5. The method of claim 1, wherein the DNA adapter comprises at least two, three or four DNA adapters that are distinguished from each other by a barcode sequence.
6. The method of claim 4, further comprising
(d) sequencing the sequencing library as obtained in step (c).
7. The method of claim 6, further comprising
(e) aligning the sequencing reads as obtained in step (d) to known tRNA reference sequences.
8. The method of claim 6, further comprising
(f) aligning the sequencing reads as obtained in step (d) to a reference of known tRNA transcript sequences, wherein the reference comprises information on the identity and location of known modified ribonucleosides in tRNAs.
9. The method of claim 8, wherein the reads are aligned using a short read alignment algorithm, preferably by using the Genomic Short-read Nucleotide Alignment Program to the reference generated in (f), wherein the reference is preferably clustered into clusters of tRNA genes sharing an anticodon.
10. The method of claim 8, wherein reads are aligned to RNA reference sequences in single nucleotide polymorphism (SNP)-tolerant mode, using known modified ribonucleotides as potential sites of mismatch to the reference sequence.
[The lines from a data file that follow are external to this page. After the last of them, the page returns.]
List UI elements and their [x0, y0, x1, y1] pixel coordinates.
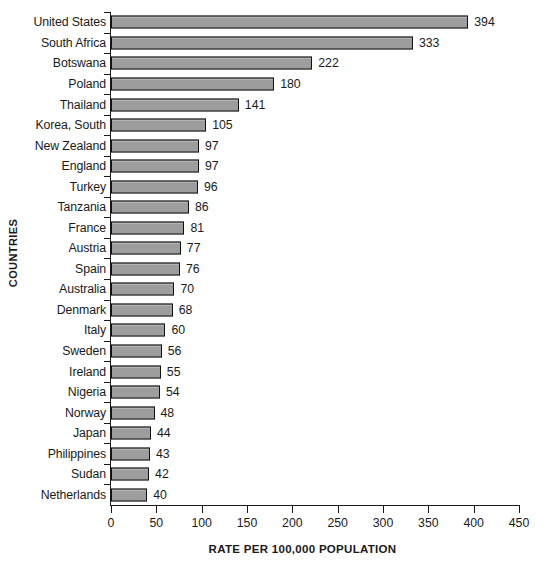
bar-value-label: 42: [155, 468, 169, 481]
bar-value-label: 394: [474, 16, 495, 29]
bar-group: 105: [111, 119, 233, 132]
bar-group: 70: [111, 283, 194, 296]
category-label: Nigeria: [18, 386, 106, 399]
bar: [111, 365, 161, 378]
bar-value-label: 44: [157, 427, 171, 440]
bar-row: England97: [0, 156, 550, 177]
bar-group: 97: [111, 139, 219, 152]
bar: [111, 242, 181, 255]
bar-value-label: 222: [318, 57, 339, 70]
bar: [111, 78, 274, 91]
bar-row: Sudan42: [0, 464, 550, 485]
x-axis-tick: [111, 505, 112, 513]
bar-row: Thailand141: [0, 94, 550, 115]
bar-value-label: 97: [205, 139, 219, 152]
bar-value-label: 96: [204, 180, 218, 193]
bar-value-label: 333: [419, 36, 440, 49]
bar-row: Spain76: [0, 258, 550, 279]
bar: [111, 119, 206, 132]
category-label: Korea, South: [18, 119, 106, 132]
category-label: Norway: [18, 406, 106, 419]
bar-row: Norway48: [0, 402, 550, 423]
bar-value-label: 48: [161, 406, 175, 419]
x-axis-tick-label: 400: [449, 516, 499, 530]
bar-group: 333: [111, 36, 439, 49]
category-label: Italy: [18, 324, 106, 337]
category-label: Tanzania: [18, 201, 106, 214]
x-axis-title: RATE PER 100,000 POPULATION: [0, 543, 550, 555]
bar-group: 97: [111, 160, 219, 173]
bar-value-label: 77: [187, 242, 201, 255]
bar-group: 76: [111, 262, 200, 275]
x-axis-tick: [428, 505, 429, 513]
x-axis-tick: [202, 505, 203, 513]
category-label: France: [18, 221, 106, 234]
bar-value-label: 70: [180, 283, 194, 296]
bar-row: Netherlands40: [0, 484, 550, 505]
bar-row: Botswana222: [0, 53, 550, 74]
bar-group: 60: [111, 324, 185, 337]
category-label: Poland: [18, 78, 106, 91]
bar: [111, 221, 184, 234]
bar-group: 180: [111, 78, 301, 91]
bar: [111, 468, 149, 481]
bar-group: 394: [111, 16, 495, 29]
bar-group: 77: [111, 242, 201, 255]
x-axis-tick-label: 100: [177, 516, 227, 530]
category-label: Denmark: [18, 303, 106, 316]
category-label: Japan: [18, 427, 106, 440]
bar: [111, 324, 165, 337]
bar-value-label: 68: [179, 303, 193, 316]
bar: [111, 447, 150, 460]
bar: [111, 262, 180, 275]
x-axis-tick-label: 50: [131, 516, 181, 530]
category-label: Austria: [18, 242, 106, 255]
bar: [111, 160, 199, 173]
bar-row: France81: [0, 217, 550, 238]
bar: [111, 303, 173, 316]
bar-row: Turkey96: [0, 176, 550, 197]
bar-group: 44: [111, 427, 171, 440]
category-label: England: [18, 160, 106, 173]
bar-group: 56: [111, 345, 181, 358]
x-axis-tick: [156, 505, 157, 513]
category-label: Ireland: [18, 365, 106, 378]
x-axis-tick: [474, 505, 475, 513]
bar-value-label: 180: [280, 78, 301, 91]
bar-group: 96: [111, 180, 218, 193]
category-label: New Zealand: [18, 139, 106, 152]
bar-group: 43: [111, 447, 170, 460]
x-axis-tick: [338, 505, 339, 513]
bar: [111, 98, 239, 111]
bar: [111, 283, 174, 296]
bar-group: 55: [111, 365, 181, 378]
bar-row: Italy60: [0, 320, 550, 341]
bar-value-label: 56: [168, 345, 182, 358]
bar-row: Philippines43: [0, 443, 550, 464]
x-axis-tick: [383, 505, 384, 513]
bar: [111, 36, 413, 49]
bar-row: Sweden56: [0, 341, 550, 362]
bar-value-label: 141: [245, 98, 266, 111]
bar-row: Korea, South105: [0, 115, 550, 136]
bar-group: 141: [111, 98, 265, 111]
bar-value-label: 105: [212, 119, 233, 132]
bar-value-label: 60: [171, 324, 185, 337]
bar-value-label: 40: [153, 488, 167, 501]
bar-row: Japan44: [0, 423, 550, 444]
x-axis-tick-label: 350: [403, 516, 453, 530]
bar-row: Denmark68: [0, 300, 550, 321]
bar-chart: COUNTRIES United States394South Africa33…: [0, 0, 550, 579]
category-label: Thailand: [18, 98, 106, 111]
bar-row: Ireland55: [0, 361, 550, 382]
bar-group: 54: [111, 386, 180, 399]
x-axis-tick: [247, 505, 248, 513]
category-label: United States: [18, 16, 106, 29]
category-label: Spain: [18, 262, 106, 275]
bar-group: 48: [111, 406, 174, 419]
plot-area: United States394South Africa333Botswana2…: [0, 0, 550, 505]
category-label: Sweden: [18, 345, 106, 358]
y-axis-line: [110, 12, 111, 505]
bar: [111, 16, 468, 29]
bar: [111, 57, 312, 70]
11. The method of claim 8, further comprising
(g) subjecting the reads aligned to clusters to a deconvolution algorithm that assigns the aligned reads to unique tRNA species.
12. The method of claim 8, further comprising after read deconvolution
(h) the analysis of one or more of read coverage, 3′-CCA, differential tRNA abundance and modification profiling.
13. The method of claim 1, wherein the group II intron reverse transcriptase is a thermostable group II intron reverse transcriptase.
14. The method of claim 13, the thermostable group II intron reverse transcriptase is a TGIRT RT or the MarathonRT.
15. The method of claim 14, wherein TGIRT has the sequence of any one of SEQ ID NOs: 1 to 5 or a sequence being at least 80% identical thereto and/or wherein the MarathonRT has the sequence of SEQ ID NO: 6 or a sequence being at least 80% identical thereto.